I agree with Dowsing, I know its a scam but when you are dealing with an issue that can easily cost 10’s of thousands of dollers, like drilling a well. You might as well throw 100 bucks to a guy to walk around with some coat hangers.

I’m the opposite. I’m always a murderer in my dreams and wake up in a cold sweat. Maybe there’s a guy in a cell-block who dreams really boring dreams that he’s me.

Hell, no! Do it yourself!

I’ve never seen or learned of any convincing evidence for alien visits in the remote past. I don’t believe in that, but I enjoy watching shows about it and occasionally reading about it. I could kick myself for having lost my copy of Forgotten Worlds by Robert Charroux.

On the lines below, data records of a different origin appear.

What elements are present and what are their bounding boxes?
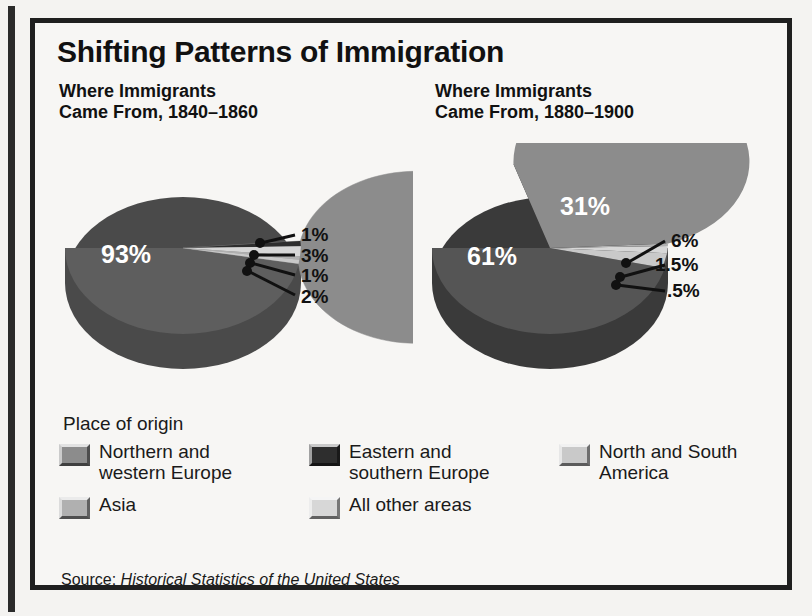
pie-slice-northern-western-europe-right	[513, 143, 749, 248]
legend-swatch-icon	[309, 497, 340, 519]
source-prefix: Source:	[61, 571, 116, 588]
chart-title-right: Where Immigrants Came From, 1880–1900	[435, 81, 634, 123]
pie-svg-left: 93% 1% 3% 1% 2%	[43, 143, 413, 393]
pie-callout-label-0-5: .5%	[667, 280, 700, 301]
legend-item-label: Asia	[99, 494, 136, 515]
source-note: Source: Historical Statistics of the Uni…	[61, 571, 400, 589]
pie-value-label-31: 31%	[560, 192, 610, 220]
legend-item-label: North and South America	[599, 441, 737, 484]
pie-callout-label-1-5: 1.5%	[655, 254, 698, 275]
figure-frame: Shifting Patterns of Immigration Where I…	[30, 18, 792, 590]
legend-item-label: All other areas	[349, 494, 472, 515]
legend-item-north-south-america: North and South America	[559, 441, 774, 484]
legend-grid: Northern and western Europe Eastern and …	[59, 441, 774, 519]
legend-item-northern-western-europe: Northern and western Europe	[59, 441, 309, 484]
pie-svg-right: 31% 61% 6% 1.5% .5%	[415, 143, 795, 393]
pie-callout-label-6: 6%	[671, 230, 699, 251]
legend-swatch-icon	[59, 444, 90, 466]
figure-page: Shifting Patterns of Immigration Where I…	[0, 0, 812, 616]
legend-swatch-icon	[559, 444, 590, 466]
figure-title: Shifting Patterns of Immigration	[57, 35, 504, 69]
pie-callout-label-2: 2%	[301, 286, 329, 307]
chart-title-left: Where Immigrants Came From, 1840–1860	[59, 81, 258, 123]
legend-item-label: Eastern and southern Europe	[349, 441, 490, 484]
legend-heading: Place of origin	[63, 413, 774, 435]
legend-item-eastern-southern-europe: Eastern and southern Europe	[309, 441, 559, 484]
pie-chart-1880-1900: 31% 61% 6% 1.5% .5%	[415, 143, 795, 393]
legend-swatch-icon	[59, 497, 90, 519]
pie-chart-1840-1860: 93% 1% 3% 1% 2%	[43, 143, 413, 393]
legend: Place of origin Northern and western Eur…	[59, 413, 774, 519]
legend-item-label: Northern and western Europe	[99, 441, 232, 484]
pie-value-label-93: 93%	[101, 240, 151, 268]
legend-spacer	[559, 494, 774, 519]
pie-value-label-61: 61%	[467, 242, 517, 270]
pie-callout-label-1-b: 1%	[301, 265, 329, 286]
legend-item-all-other-areas: All other areas	[309, 494, 559, 519]
legend-swatch-icon	[309, 444, 340, 466]
pie-callout-label-3: 3%	[301, 245, 329, 266]
legend-item-asia: Asia	[59, 494, 309, 519]
source-title: Historical Statistics of the United Stat…	[121, 571, 400, 588]
pie-callout-label-1-a: 1%	[301, 224, 329, 245]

I think part of the fascination stems from my interest in the belief itself.

I’ll bite on any new supposedly-credible story about telepathy or precognition, though I know it will only end in methodological error and irreproducibility. The anecdotes are just so compelling, y’know, and besides, what with all the quantum stuff going on, what the @#!% do we know, anyway?

I’m a huge fan of the Atkins diet and I think every smoker in the world should be issued Allen Carr’s book. It’s magic I don’t understand, but it seems to help a lot of people quit.

This is the closest I come to woo.

I worked for an acupuncturist/herbalist for several years, and really appreciate those, as well as TCM (Traditional Chinese Medicine). I’ve seen some amazing results, some darn good results and very few “failures”. (Her no-show or never-come-back percentage was in the single digits, so we kept pretty good track of her patients.)

I sometimes do some energy work for healing, usually when doing massage, but sometimes alone. Damned if I know what I’m really doing, but it feels good to them and to me, so I’ll keep doing it.

Cryptozoology. Is that what it’s called? Where people think there are lake monsters. I know scientists discover new species of beetles, and frogs and stuff in the Amazon all the time, but I’m waiting for a really cool, major discovery. Like a dinosaur island…

…not because I believe it’s going to happen, but because it would be AWESOME if it did. I think the potential payoff, no matter how unlikely, is worth holding out a little hope.

Echinacea. When I feel a cold coming on I take it, and within a week the cold is completely gone. It’s magic!

I like the whole “natural” medicines. I also am a theist, which many Dopers have lumped in with woo.

Every now and then I’ll look up a website to see what my biorythm chart looks like. Occasionally I’ll get some serious confirmation bias out of it.